WARSAW, Poland — Thousands of NATO troops spread out across much of Poland as alliance commanders gathered Monday at Warsaw’s National Defense University to mark the official start of the multinational training exercise Anakonda 16.
Originally established in 2006 as a solely Polish exercise, Anakonda has grown from its humble beginnings to a 24-nation, 31,000-troop event. It now serves mainly to test NATO’s response to potential aggression from Russia against member states along the alliance’s eastern periphery.
Polish Defense Minister Antoni Macierewicz opened Monday’s ceremony by speaking of the growing importance of Anakonda to a crowd of dignitaries, including U.S. Army Chief of Staff General Mark A. Milley and U.S. Army Europe commander Lt. Gen. Ben Hodges.
“The Anakonda exercise is the biggest allied exercise in independent Poland,” Macierewicz said. “However, taking into consideration the difficult circumstances in Poland and also in the eastern flank, it is very important to highlight that ... this exercise has a purely defensive character.”
Anakonda 16 is the largest iteration of the biennial exercise yet, stretching 450 miles across Poland.
Thousands of troops have arrived in Poland in to begin the 10-day series of engagements, including air-ground assaults and electronic warfare scenarios. Airborne units, infantrymen, medics, military police and aviation units will operate jointly throughout the exercise, which culminates in a massive live-fire event led by the U.S. Army’s 1st Brigade, 3rd Infantry Division.
Originally planned for later this year, Polish officials moved the event up to show NATO’s deterrence capabilities ahead of the alliance’s summit in Warsaw in July, Hodges said.
“When you talk about who is being provocative, or that sort of thing, it’s useful to remember Russia still has 7,000 soldiers occupying Abkhazia and South Ossetia [in Georgia] without any legal basis and of course, they still occupy Crimea and are operating in eastern Ukraine.”
Milley said the U.S. military’s presence at Anakonda serves a singular purpose. “That is to bring all of us together, to demonstrate that we are shoulder to shoulder with the Polish people, we are shoulder to shoulder with the Polish army and that we are shoulder to shoulder with NATO to ensure that all of the countries of NATO remain free and independent.”
This year, Anakonda will run concurrently with — and in some cases overlap — several USAREUR military exercises.
The U.S Army’s 82nd Airborne Division will fly directly from its home base in Fort Bragg, N.C., to parachute in at the Polish town of Torun as part of Swift Response 16.
At the same time, the U.S. Army’s Vicenza, Italy-based 173rd Airborne Brigade will drop in and clear a path for the U.S. Army’s 2nd Cavalry Regiment to pass through the Drawsko Pomorskie training area.
That Stryker regiment is currently engaged in the second iteration of its Dragoon Ride convoy operation, which began in Vilseck, Germany, on May 27. It will end about 1,400 miles away in Tapa, Estonia, on June 15. From there the Regiment will join troops from a dozen other nations in the USAREUR-led Saber Strike 16.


:: TASK DETAILS ::
Filter the material below so that only lines containing "cloud" remain.

▬▬▬

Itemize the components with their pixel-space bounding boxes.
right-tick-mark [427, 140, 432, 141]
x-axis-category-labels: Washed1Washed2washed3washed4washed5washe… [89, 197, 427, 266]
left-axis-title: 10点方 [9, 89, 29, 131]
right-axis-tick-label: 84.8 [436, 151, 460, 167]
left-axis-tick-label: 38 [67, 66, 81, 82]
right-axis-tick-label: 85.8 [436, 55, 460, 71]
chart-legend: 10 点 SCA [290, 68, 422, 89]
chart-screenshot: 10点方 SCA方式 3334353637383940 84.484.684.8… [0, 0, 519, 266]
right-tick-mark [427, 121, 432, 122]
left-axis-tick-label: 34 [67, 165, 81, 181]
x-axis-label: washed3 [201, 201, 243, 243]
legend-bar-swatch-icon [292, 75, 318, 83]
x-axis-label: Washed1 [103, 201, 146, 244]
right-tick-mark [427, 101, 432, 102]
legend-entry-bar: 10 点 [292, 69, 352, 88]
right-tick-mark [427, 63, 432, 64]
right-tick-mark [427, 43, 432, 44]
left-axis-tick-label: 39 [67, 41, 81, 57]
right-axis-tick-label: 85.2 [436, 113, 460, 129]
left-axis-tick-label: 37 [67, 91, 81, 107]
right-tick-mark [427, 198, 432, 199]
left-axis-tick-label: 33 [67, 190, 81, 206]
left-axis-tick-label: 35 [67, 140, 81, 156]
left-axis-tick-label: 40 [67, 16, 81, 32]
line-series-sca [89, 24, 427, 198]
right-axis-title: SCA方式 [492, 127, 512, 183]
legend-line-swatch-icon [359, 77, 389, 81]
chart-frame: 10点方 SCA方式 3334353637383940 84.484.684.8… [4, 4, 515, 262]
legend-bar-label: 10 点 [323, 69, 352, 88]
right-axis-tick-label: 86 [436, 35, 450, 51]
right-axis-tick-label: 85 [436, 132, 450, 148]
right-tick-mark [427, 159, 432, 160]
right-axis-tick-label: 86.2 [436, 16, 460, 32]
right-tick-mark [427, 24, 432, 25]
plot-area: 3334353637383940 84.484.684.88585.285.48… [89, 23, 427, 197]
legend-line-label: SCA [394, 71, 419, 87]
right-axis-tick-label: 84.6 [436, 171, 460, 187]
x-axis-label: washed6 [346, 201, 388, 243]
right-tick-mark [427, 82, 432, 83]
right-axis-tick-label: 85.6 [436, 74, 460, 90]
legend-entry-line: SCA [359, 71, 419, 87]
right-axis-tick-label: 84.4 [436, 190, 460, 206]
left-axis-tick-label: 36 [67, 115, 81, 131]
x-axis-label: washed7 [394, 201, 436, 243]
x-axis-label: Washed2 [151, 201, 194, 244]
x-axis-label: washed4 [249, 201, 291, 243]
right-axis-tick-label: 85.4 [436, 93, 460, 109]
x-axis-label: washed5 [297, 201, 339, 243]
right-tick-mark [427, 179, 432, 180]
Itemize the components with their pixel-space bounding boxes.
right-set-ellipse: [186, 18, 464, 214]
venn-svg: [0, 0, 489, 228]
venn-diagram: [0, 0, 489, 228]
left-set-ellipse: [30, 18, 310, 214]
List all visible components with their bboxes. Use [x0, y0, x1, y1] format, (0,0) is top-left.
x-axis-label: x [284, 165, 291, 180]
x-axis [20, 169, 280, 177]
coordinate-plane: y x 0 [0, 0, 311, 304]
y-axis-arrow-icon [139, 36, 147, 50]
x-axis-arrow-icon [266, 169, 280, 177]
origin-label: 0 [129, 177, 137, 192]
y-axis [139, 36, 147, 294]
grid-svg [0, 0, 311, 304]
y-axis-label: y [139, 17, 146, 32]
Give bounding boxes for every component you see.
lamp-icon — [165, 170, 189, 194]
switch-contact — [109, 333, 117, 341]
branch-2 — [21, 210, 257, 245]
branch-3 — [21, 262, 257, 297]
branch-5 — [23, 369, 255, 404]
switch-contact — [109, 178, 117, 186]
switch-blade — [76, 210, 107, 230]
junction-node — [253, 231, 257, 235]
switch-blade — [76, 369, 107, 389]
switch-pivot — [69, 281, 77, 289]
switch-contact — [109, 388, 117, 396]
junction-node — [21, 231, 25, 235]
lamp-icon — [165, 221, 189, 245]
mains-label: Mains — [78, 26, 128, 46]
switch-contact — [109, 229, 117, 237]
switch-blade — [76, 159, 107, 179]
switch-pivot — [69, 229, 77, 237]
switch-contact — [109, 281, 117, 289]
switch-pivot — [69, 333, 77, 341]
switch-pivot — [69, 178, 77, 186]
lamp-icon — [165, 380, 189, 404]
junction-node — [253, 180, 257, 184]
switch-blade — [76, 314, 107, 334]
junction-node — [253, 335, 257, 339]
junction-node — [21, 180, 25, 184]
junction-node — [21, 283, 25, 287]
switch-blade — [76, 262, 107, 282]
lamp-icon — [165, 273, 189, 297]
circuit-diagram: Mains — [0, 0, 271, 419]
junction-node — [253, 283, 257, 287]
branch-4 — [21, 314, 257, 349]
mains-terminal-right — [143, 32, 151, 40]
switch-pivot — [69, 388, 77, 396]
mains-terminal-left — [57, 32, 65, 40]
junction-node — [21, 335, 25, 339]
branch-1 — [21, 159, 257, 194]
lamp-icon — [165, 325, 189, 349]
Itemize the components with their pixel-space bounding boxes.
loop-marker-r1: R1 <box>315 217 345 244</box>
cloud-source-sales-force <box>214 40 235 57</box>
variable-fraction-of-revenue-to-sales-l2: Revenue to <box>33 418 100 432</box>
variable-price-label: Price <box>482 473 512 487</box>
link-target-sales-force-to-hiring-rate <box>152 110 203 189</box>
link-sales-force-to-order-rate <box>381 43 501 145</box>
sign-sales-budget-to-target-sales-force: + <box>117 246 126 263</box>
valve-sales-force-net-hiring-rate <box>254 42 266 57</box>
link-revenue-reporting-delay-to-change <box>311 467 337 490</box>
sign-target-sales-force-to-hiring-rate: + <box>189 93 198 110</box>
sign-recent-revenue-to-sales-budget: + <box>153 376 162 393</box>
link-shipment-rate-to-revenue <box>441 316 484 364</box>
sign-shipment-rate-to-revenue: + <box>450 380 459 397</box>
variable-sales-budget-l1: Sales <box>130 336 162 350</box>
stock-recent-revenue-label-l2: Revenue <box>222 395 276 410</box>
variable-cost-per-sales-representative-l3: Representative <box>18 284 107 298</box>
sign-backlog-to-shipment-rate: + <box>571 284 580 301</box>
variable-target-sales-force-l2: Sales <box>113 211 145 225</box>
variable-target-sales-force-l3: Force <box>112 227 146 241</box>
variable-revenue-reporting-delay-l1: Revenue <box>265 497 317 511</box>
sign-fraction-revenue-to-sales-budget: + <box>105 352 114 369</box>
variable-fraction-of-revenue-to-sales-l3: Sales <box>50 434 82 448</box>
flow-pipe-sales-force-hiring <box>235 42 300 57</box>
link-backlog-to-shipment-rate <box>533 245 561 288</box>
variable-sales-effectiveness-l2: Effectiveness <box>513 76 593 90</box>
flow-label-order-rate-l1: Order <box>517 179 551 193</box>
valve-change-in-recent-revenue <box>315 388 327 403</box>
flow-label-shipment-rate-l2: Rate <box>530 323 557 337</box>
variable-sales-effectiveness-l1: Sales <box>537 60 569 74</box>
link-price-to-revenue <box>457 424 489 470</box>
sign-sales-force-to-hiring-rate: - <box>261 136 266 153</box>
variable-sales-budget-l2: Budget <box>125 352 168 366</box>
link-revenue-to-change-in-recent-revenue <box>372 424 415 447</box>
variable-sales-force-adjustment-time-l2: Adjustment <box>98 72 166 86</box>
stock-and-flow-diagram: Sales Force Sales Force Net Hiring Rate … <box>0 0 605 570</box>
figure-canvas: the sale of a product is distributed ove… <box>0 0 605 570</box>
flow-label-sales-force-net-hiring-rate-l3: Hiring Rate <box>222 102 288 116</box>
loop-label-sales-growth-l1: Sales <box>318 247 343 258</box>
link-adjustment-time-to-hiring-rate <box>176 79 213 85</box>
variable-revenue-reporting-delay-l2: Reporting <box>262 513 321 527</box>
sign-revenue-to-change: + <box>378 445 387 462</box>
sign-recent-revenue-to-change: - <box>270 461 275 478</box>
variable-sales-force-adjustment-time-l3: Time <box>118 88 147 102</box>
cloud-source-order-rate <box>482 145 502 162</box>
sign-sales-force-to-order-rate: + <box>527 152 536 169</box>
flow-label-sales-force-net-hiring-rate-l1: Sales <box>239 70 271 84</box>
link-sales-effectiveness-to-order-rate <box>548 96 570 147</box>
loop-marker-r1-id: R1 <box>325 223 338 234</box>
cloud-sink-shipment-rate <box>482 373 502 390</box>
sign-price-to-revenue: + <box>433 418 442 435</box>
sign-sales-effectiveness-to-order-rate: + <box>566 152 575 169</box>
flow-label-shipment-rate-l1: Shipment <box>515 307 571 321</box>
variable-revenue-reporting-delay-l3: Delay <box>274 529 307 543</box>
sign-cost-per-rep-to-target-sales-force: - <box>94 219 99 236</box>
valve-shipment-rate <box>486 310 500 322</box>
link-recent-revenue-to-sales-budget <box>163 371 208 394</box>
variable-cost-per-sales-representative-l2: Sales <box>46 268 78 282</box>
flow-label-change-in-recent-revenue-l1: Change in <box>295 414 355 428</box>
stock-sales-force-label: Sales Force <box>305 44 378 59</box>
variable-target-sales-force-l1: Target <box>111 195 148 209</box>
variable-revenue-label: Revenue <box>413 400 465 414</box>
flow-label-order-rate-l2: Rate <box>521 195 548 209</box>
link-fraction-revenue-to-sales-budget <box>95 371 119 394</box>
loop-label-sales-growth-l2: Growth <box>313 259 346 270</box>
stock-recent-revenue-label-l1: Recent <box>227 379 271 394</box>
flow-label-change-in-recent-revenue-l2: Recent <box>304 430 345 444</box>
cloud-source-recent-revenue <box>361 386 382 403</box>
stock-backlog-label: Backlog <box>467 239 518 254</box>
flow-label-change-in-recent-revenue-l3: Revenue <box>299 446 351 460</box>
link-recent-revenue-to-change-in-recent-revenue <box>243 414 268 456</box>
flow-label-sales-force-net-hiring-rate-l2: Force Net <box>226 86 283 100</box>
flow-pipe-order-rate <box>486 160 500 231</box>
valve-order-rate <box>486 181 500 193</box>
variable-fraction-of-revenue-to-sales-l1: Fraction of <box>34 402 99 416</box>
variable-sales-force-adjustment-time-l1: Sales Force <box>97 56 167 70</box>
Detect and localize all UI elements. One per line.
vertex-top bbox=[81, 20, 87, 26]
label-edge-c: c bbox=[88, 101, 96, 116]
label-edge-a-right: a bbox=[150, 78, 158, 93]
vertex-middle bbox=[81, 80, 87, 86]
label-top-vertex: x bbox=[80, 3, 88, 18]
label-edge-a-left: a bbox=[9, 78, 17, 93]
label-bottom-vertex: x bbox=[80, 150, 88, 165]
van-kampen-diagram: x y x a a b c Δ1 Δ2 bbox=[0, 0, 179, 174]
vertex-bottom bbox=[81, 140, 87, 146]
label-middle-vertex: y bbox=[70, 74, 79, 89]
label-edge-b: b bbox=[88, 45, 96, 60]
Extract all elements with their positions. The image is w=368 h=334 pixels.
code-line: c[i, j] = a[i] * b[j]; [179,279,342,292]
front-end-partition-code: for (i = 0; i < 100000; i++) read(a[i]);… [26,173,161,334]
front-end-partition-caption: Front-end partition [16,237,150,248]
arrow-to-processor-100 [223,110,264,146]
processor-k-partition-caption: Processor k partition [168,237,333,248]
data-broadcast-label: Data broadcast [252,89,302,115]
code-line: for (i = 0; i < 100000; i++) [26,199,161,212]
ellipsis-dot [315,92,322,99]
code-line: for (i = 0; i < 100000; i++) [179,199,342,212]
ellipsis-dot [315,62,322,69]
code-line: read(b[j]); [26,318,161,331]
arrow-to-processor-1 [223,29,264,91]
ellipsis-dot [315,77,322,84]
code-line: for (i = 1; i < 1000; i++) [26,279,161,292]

▬▬▬

:: YOUR RESPONSE ::
cloud-source-sales-force <box>214 40 235 57</box>
cloud-source-order-rate <box>482 145 502 162</box>
cloud-sink-shipment-rate <box>482 373 502 390</box>
cloud-source-recent-revenue <box>361 386 382 403</box>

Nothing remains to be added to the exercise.